Physical quantity readout data
__________
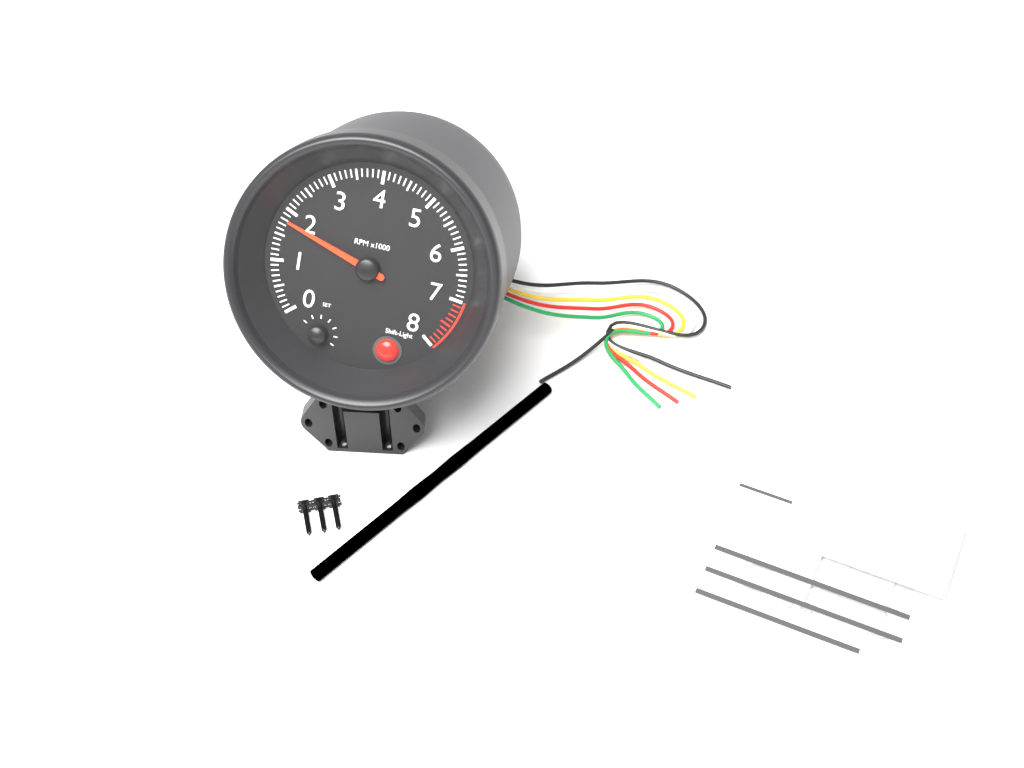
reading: 1800 RPM
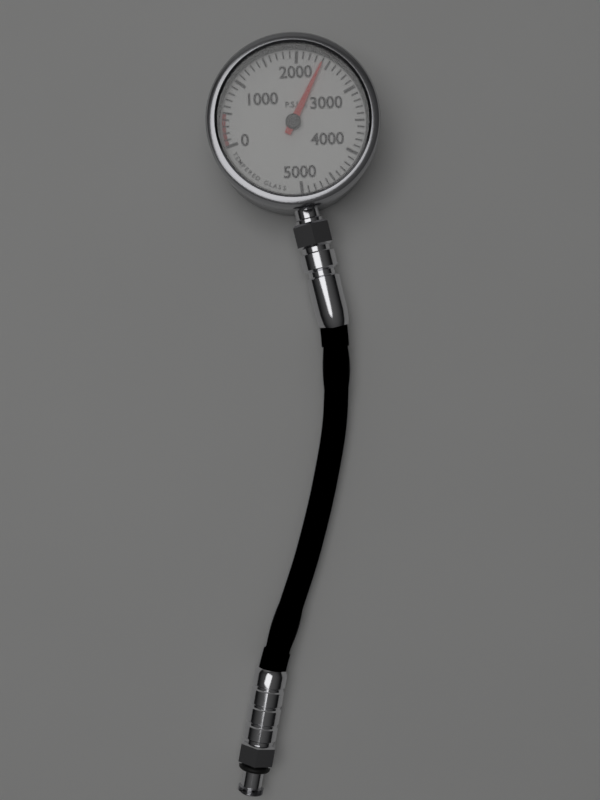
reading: 2400 psig
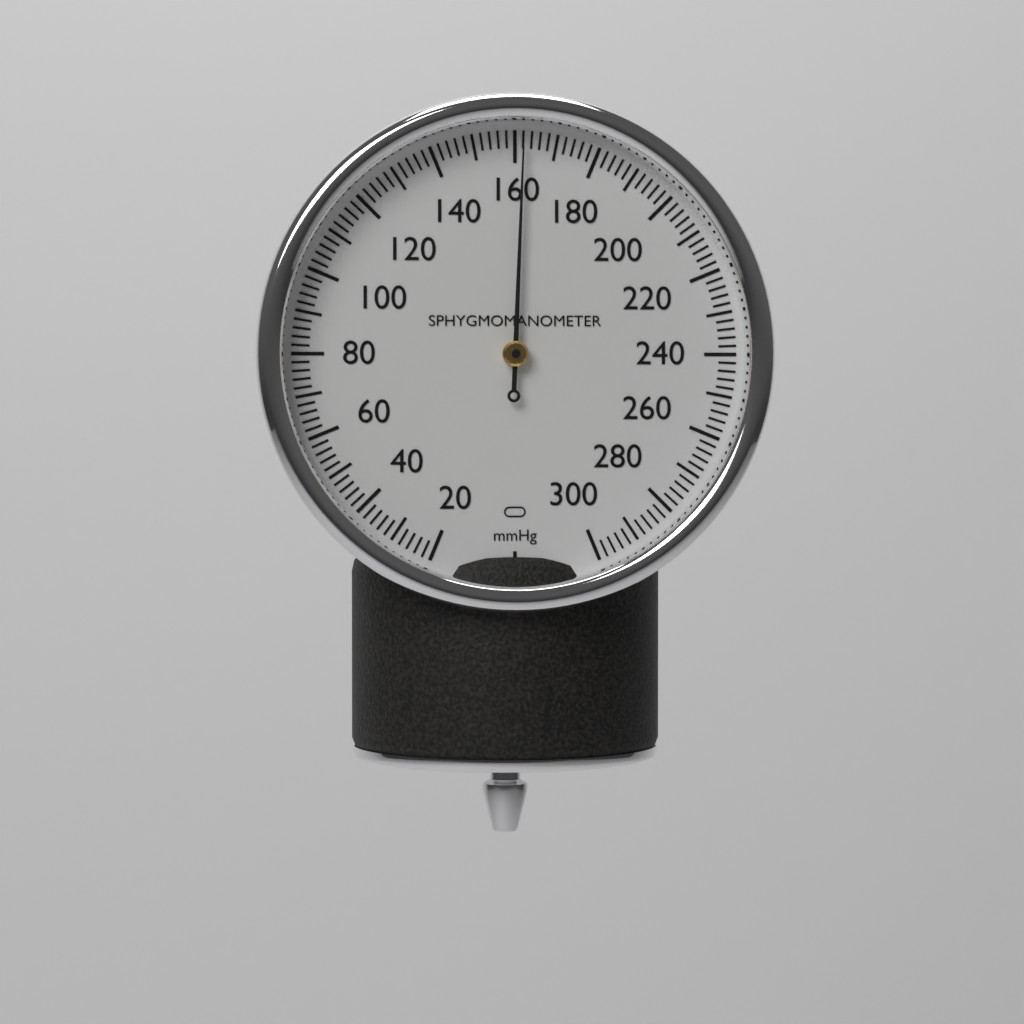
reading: 162 mmHg
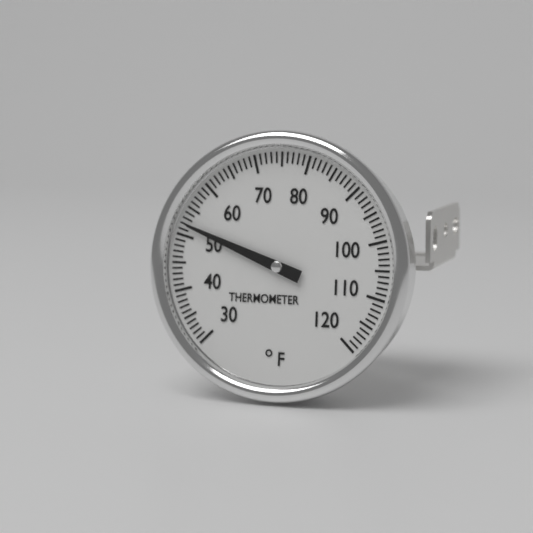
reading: 52 °F
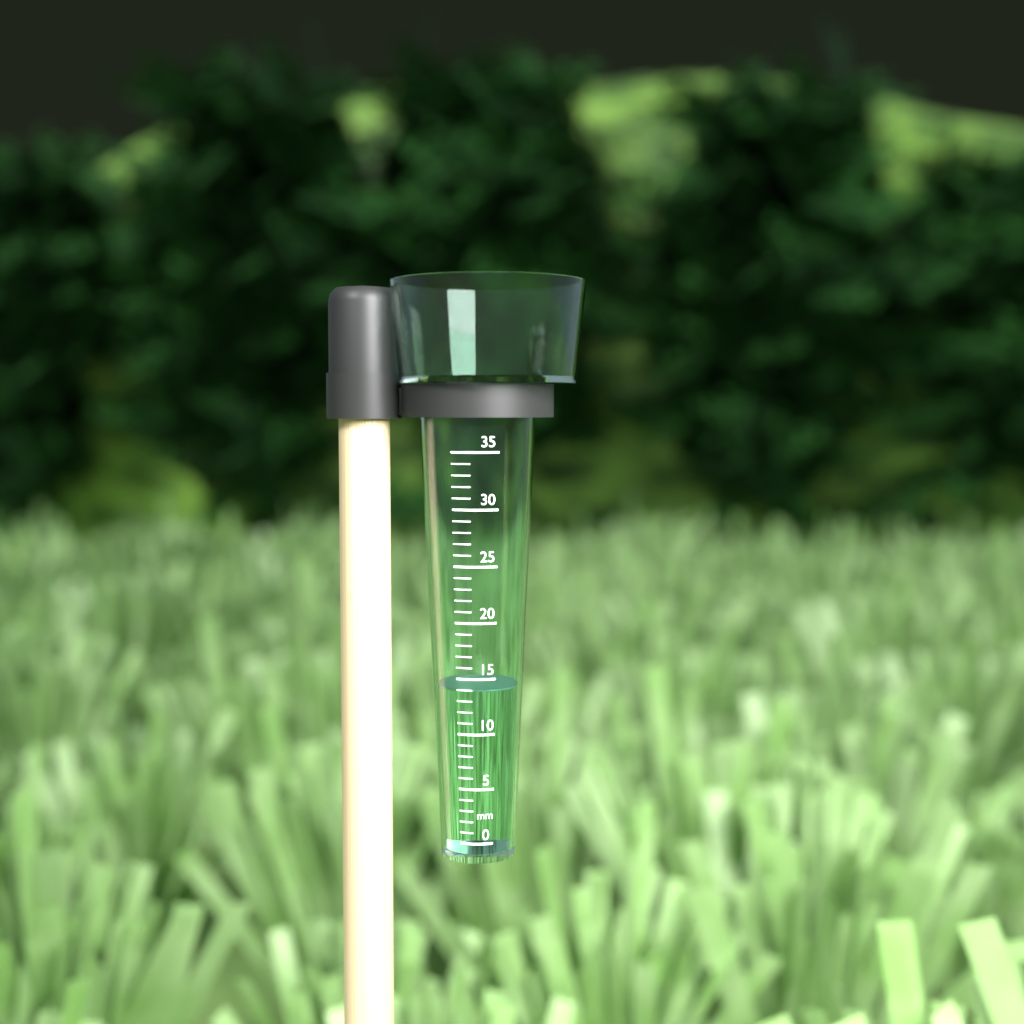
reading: 14 mm
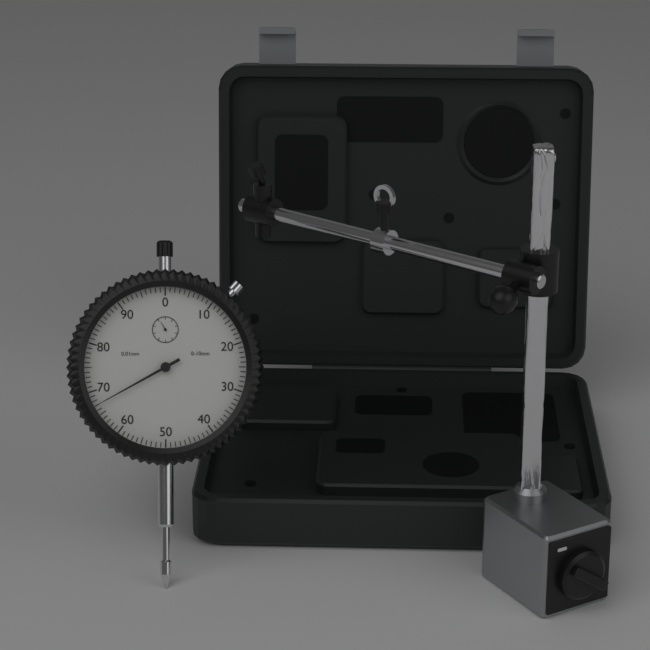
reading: 0.67 mm
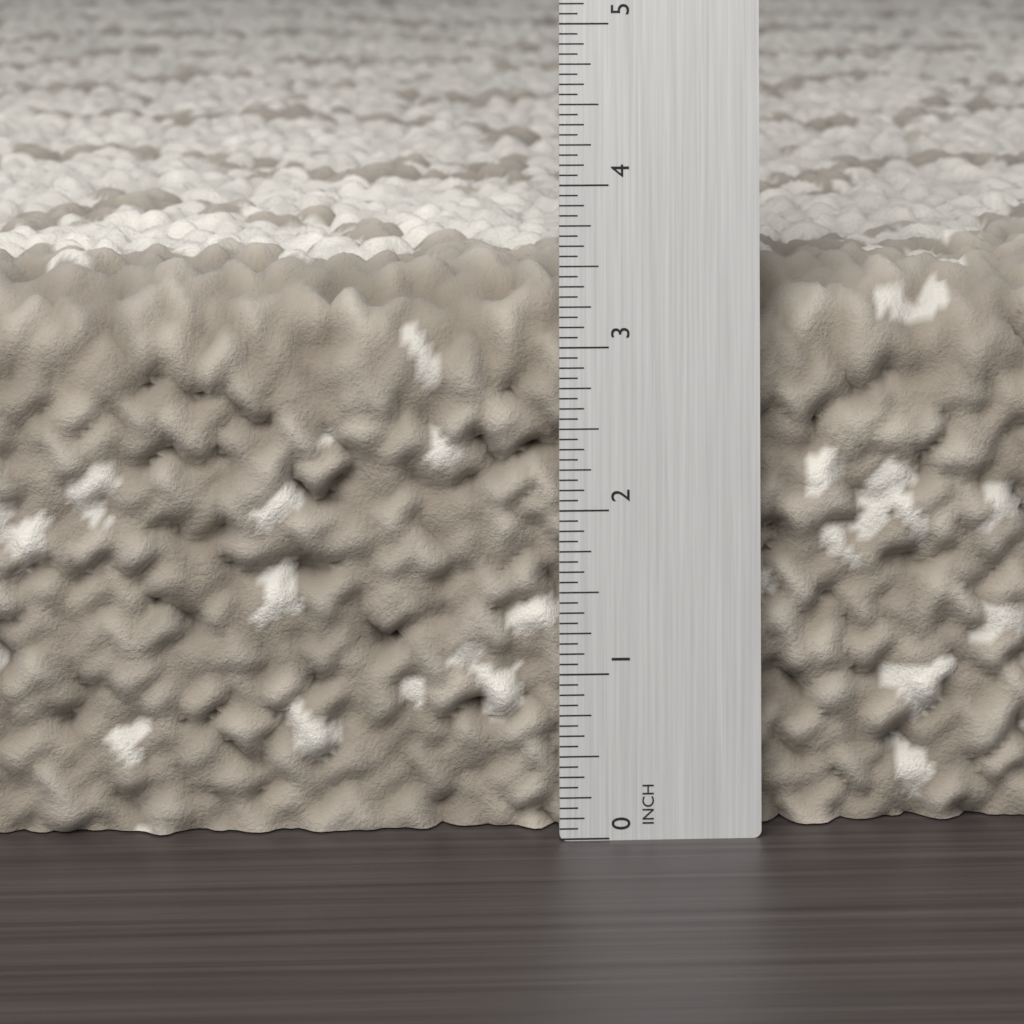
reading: 3.5000 in
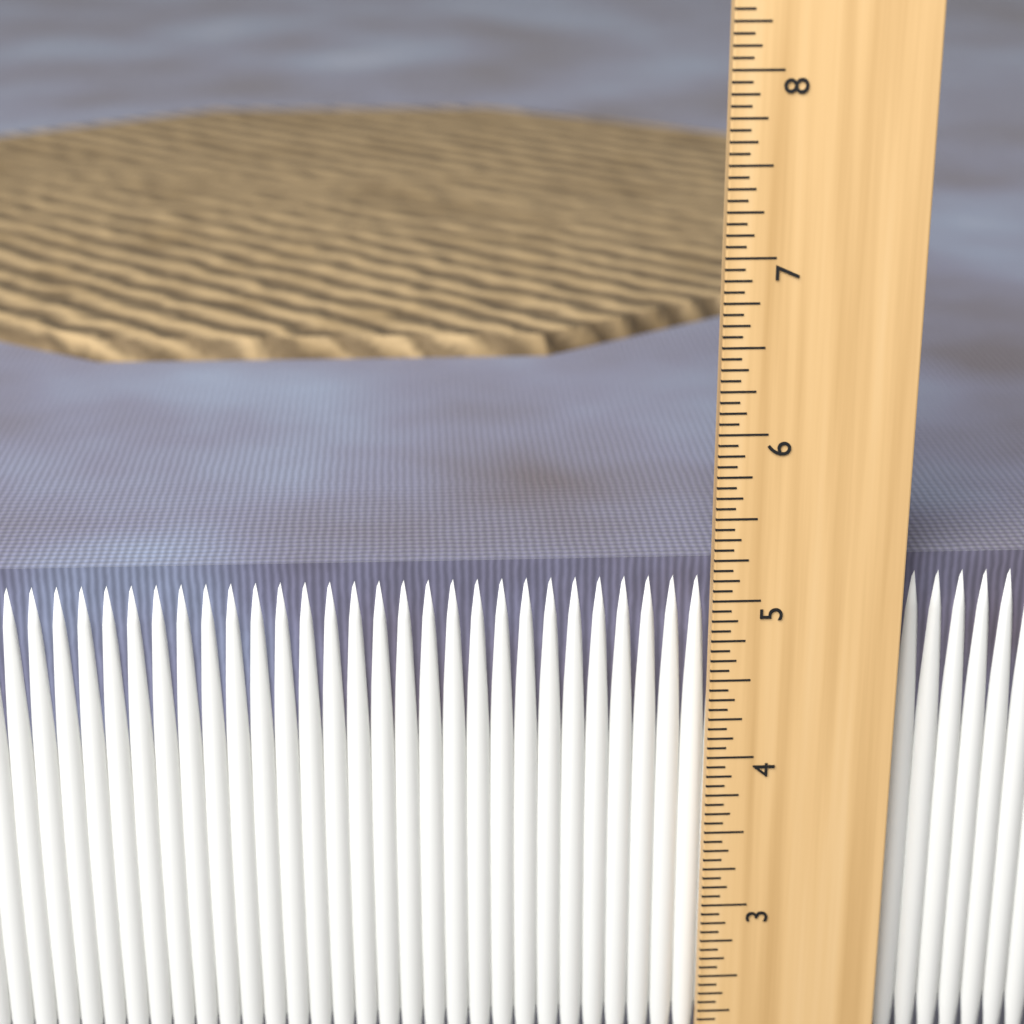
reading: 5.1875 in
__________
■ EXERCISE DETAILS: Please restate the entries word for word, with all pictures left out.

■ RESPONSE AREA:
reading: 1800 RPM
reading: 2400 psig
reading: 162 mmHg
reading: 52 °F
reading: 14 mm
reading: 0.67 mm
reading: 3.5000 in
reading: 5.1875 in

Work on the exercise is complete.